Installation & Setup
Download Muxy, install dependencies, configure permissions, and verify your setup.
Best for: New users installing muxy for the first time.
Read PageDocumentation
This page gives a quick mental model for how Muxy helps you run and switch workspaces during parallel development.
A codebase you configure once so new workspaces start with consistent behavior.
An isolated stream of work for a feature, fix, or experiment.
Commands you want running with the workspace, like app servers or agents.
Pages you want tied to a workspace so you can return to the same context.
Named port definitions allocated per workspace so parallel streams never collide on the same local port.
A periodic shell command that tests a running process and surfaces green/red health in the UI.
These pages cover the most common user questions and operational workflows from setup through troubleshooting.
Download Muxy, install dependencies, configure permissions, and verify your setup.
Best for: New users installing muxy for the first time.
Read PageInstall requirements, connect a project, and launch a first workspace.
Best for: New users onboarding muxy for the first time.
Read PageAdd and manage projects stored in the database, start project creation with source-first input (directory picker or git URL) before advanced template settings, get create/delete progress overlay feedback during project operations, configure templates (processes, ports, scripts, named browser sessions), and understand default workspace creation for directory projects and git-url imports.
Best for: Developers setting up and managing project definitions.
Read PageWorkspace concepts, New Workspace form flow (+ / cmd+n, visible cmd+n quick-create hint, and cmd+n quick-create when the form is open), create-progress overlay feedback for button/quick-create actions, branch-first progressive disclosure in git workspace creation, local-cached default name/branch suggestions, non-blocking branch option loading for fast form display, startup loading feedback for first app-open hydration, immediate startup hotkey availability, async startup reconciliation refreshes for responsive workspace switching, keyboard shortcuts (Return create, Escape cancel) with Create labels clean and Cancel labels showing (Esc), shared high-contrast primary create/save button styling, inline metadata editing (header title + branch/tooltip labels with Return save and Escape/outside-click cancel), protected main/master branch read-only behavior, git branch rename-on-edit behavior, settings overrides, ports, env vars, switching, focus tooltip overlays, sidebar hierarchy cues, and git signals.
Best for: Developers creating and configuring workspaces within projects.
Read PageCreate, launch, ensure-running (`workspace up` with optional `--restart` and `--focus`), stop, restart, archive, and restore workspace behavior, including deferred setup during GUI create, launch waiting for setup completion, and optimistic archive removal in the GUI with archive-progress overlay feedback while cleanup runs in the background.
Best for: Developers managing multiple long-lived workstreams.
Read PageCapture and restore windows using yabai IDs with deterministic switching, plus iTerm2 session-aware terminal tab focus/cleanup, refresh-based terminal fallback title updates, clickable window cards in the Run tab and Dashboard, and a configurable iTerm2 focus pulse color (amber by default) to visually confirm which window was focused.
Best for: Users optimizing context switching and keyboard navigation.
Read PageConfigure process commands, runtime policies, logs, and restart behavior.
Best for: Teams running app servers, workers, and coding agents per workspace.
Read PageBind named URL sessions to workspace context so local routes and references reopen together.
Best for: Frontend and full-stack workflows that keep many task tabs open.
Read PageExplain periodic health checks, stale-status avoidance, red unhealthy sidebar indicators, and on-fail restart behavior with clean stop-before-relaunch handling.
Best for: Developers who need fast health visibility before switching context.
Read PageA Dashboard row at the top of the left panel opens an attention-items view in the right pane. It shows exited processes and failing status checks across all running workspaces, grouped by workspace and sorted most-recent-first. Items use the same window-row and status-check UI as the Run tab; shortcut badges are renumbered sequentially across the full view to avoid duplicates. A red count badge on the row updates automatically; an empty-state is shown when all workspaces are healthy.
Best for: Developers monitoring multiple concurrent workspaces who need a single place to spot failures.
Read PageShow global and workspace-level shortcuts for fast context switching and editor launch, including immediate global-focus behavior with deferred detail refresh.
Best for: Keyboard-first users and heavy multitaskers.
Read PageCommon failure patterns with diagnosis and recovery playbooks, including additive database migration compatibility checks and transient SQLite lock handling guidance.
Best for: Anyone debugging launch, capture, process, or focus issues.
Read PageEnd-to-end project setup recipes for common stacks you can copy and adapt.
Best for: Developers looking for ready-made configuration examples for real-world projects.
Read PageComplete mx command reference for managing projects, workspaces, config, settings, and worktree reconciliation (create missing, archive stale, refresh branches) from scripts and AI agent pipelines, plus contributor-focused automation hooks.
Best for: AI coding agents and developers who drive Muxy from the terminal or automated workflows.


#### Task to complete:
Please copy out all the data. Every detail stays the same.

[Referring expression grounding data]
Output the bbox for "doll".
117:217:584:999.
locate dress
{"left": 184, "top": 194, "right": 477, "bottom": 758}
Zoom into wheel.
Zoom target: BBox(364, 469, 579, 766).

#### Solution:
Output the bbox for "doll".
117:217:584:999.
locate dress
{"left": 184, "top": 194, "right": 477, "bottom": 758}
Zoom into wheel.
Zoom target: BBox(364, 469, 579, 766).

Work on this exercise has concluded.